2. Regulators Are Already Looking for This


Ministry and regulatory bodies are well aware of “phoenix company” behaviour — shutting down one entity to reopen under another name.


Because of that, enforcement models include:


  • Orders against related businesses

  • Personal director liability

  • Expanded audits and inspections

  • Licensing and registration impacts


Attempting to sidestep compliance often triggers deeper scrutiny.

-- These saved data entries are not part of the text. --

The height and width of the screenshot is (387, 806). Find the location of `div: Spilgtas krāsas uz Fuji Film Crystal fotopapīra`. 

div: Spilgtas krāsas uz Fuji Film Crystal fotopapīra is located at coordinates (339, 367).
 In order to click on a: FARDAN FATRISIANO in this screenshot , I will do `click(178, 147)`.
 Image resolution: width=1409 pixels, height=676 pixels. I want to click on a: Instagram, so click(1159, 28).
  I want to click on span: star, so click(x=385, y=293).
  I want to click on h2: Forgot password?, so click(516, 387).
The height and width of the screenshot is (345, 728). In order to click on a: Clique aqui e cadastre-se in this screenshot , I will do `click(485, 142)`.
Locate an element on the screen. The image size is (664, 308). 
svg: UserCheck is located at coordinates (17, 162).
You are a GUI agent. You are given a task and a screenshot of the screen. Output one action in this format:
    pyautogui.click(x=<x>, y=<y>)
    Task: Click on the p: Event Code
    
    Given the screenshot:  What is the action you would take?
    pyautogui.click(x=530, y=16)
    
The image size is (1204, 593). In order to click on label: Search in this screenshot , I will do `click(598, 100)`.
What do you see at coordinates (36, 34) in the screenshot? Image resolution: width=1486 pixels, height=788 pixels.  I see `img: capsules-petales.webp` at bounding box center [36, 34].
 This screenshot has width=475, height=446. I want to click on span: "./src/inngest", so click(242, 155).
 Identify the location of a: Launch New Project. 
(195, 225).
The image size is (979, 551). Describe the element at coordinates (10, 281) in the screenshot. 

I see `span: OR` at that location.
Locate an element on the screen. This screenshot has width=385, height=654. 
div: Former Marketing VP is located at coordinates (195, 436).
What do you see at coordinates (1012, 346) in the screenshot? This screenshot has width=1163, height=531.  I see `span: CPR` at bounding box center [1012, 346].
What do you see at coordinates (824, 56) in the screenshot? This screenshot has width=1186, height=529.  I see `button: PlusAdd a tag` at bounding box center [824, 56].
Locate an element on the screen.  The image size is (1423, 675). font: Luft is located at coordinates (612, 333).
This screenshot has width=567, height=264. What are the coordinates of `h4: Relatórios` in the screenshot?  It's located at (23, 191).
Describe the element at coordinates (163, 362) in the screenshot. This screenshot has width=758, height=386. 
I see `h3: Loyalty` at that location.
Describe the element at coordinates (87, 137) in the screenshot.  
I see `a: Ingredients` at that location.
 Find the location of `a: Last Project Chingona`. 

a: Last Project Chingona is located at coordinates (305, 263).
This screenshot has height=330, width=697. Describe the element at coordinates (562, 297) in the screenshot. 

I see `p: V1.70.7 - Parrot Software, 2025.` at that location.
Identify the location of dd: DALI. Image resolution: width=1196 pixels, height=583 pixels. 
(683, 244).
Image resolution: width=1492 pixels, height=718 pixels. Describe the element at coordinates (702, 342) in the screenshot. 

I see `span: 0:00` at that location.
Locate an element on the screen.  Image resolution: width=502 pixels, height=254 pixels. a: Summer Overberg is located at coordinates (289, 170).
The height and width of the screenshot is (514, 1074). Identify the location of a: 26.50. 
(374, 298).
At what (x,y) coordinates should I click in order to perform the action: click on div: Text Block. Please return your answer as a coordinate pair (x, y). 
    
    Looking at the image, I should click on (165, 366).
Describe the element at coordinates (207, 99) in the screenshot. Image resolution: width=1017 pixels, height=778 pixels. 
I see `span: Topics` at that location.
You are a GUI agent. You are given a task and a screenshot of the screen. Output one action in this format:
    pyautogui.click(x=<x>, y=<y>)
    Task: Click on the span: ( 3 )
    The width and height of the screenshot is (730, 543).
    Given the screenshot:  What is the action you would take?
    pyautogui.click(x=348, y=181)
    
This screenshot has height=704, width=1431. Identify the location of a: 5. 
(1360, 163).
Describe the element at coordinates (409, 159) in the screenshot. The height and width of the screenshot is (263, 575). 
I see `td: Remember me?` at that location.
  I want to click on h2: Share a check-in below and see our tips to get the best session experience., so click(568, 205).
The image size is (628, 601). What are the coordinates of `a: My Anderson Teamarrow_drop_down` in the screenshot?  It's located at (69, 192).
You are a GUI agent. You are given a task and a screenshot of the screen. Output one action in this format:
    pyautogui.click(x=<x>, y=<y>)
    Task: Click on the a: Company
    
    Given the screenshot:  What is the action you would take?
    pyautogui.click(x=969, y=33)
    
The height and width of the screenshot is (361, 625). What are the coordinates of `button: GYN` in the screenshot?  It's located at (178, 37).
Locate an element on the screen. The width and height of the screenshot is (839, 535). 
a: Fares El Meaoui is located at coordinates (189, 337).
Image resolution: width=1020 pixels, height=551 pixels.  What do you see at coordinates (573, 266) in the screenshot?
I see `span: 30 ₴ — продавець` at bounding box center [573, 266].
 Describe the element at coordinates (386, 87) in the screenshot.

3. The Reputational Damage Is Immediate


Even if someone could technically walk away from liability — which is rare — perception risk is significant.


Employees

  • Signals avoidance and instability

  • Undermines trust and retention


Business Partners

  • Raises credit and reliability concerns


Clients

  • Questions continuity and professionalism


Industry Community

  • Reputation follows ownership, not incorporation numbers


You can change the company name.


You cannot reset stakeholder memory.


4. Financially, It Rarely Makes Sense


Starting over carries its own cost burden:


  • Incorporation and legal setup

  • Insurance re-underwriting

  • Banking and credit restructuring

  • Vendor renegotiation

  • Licensing and certifications


All while legacy claims may still proceed.


Reactive shutdown is almost always more expensive than proactive compliance.


5. The Strategic Alternative: Exposure Mitigation


Instead of trying to escape liability, the smarter path is to contain and reduce it.


That includes:


Contracts & Classification

  • ESA-compliant employment agreements

  • Enforceable termination language

  • Contractor vs employee audits


Policy Infrastructure

  • Harassment & violence programs

  • Health & safety systems

  • Progressive discipline frameworks


Culture & Leadership

  • Management training

  • Conflict resolution processes

  • Psychological safety initiatives


Process Controls

  • Investigation protocols

  • Accommodation systems

  • Return-to-work planning


These are not administrative exercises.


They are corporate risk shields.


6. Leadership Optics Matter


Choosing accountability over avoidance sends a powerful signal:


  • To employees — stability

  • To partners — credibility

  • To clients — professionalism

  • To regulators — good faith


It positions leadership as responsible stewards, not reactive operators.


Closing Thought


When an owner feels the best option is to close and reopen to escape liability, the issue is not the fine or the lawsuit.


It is the absence of preventative infrastructure that should have been in place long before crisis hit.


Don’t try to run from exposure.


Build systems that reduce it.


Be the employer who fixes risk — not the one who relocates it.


We Help Businesses Do Exactly That


If you’re unsure whether your policies, contracts, or workplace practices would withstand Ministry scrutiny or litigation review, we can help you assess and reinforce them before issues arise.


D&DCPD Workplace Protection & Compliance Group

Protect what you’ve built.


🌐 www.dndcpd.com📞 613-866-8637📧 dndcpd@gmail.com


Proactive compliance is always less expensive than reactive defence.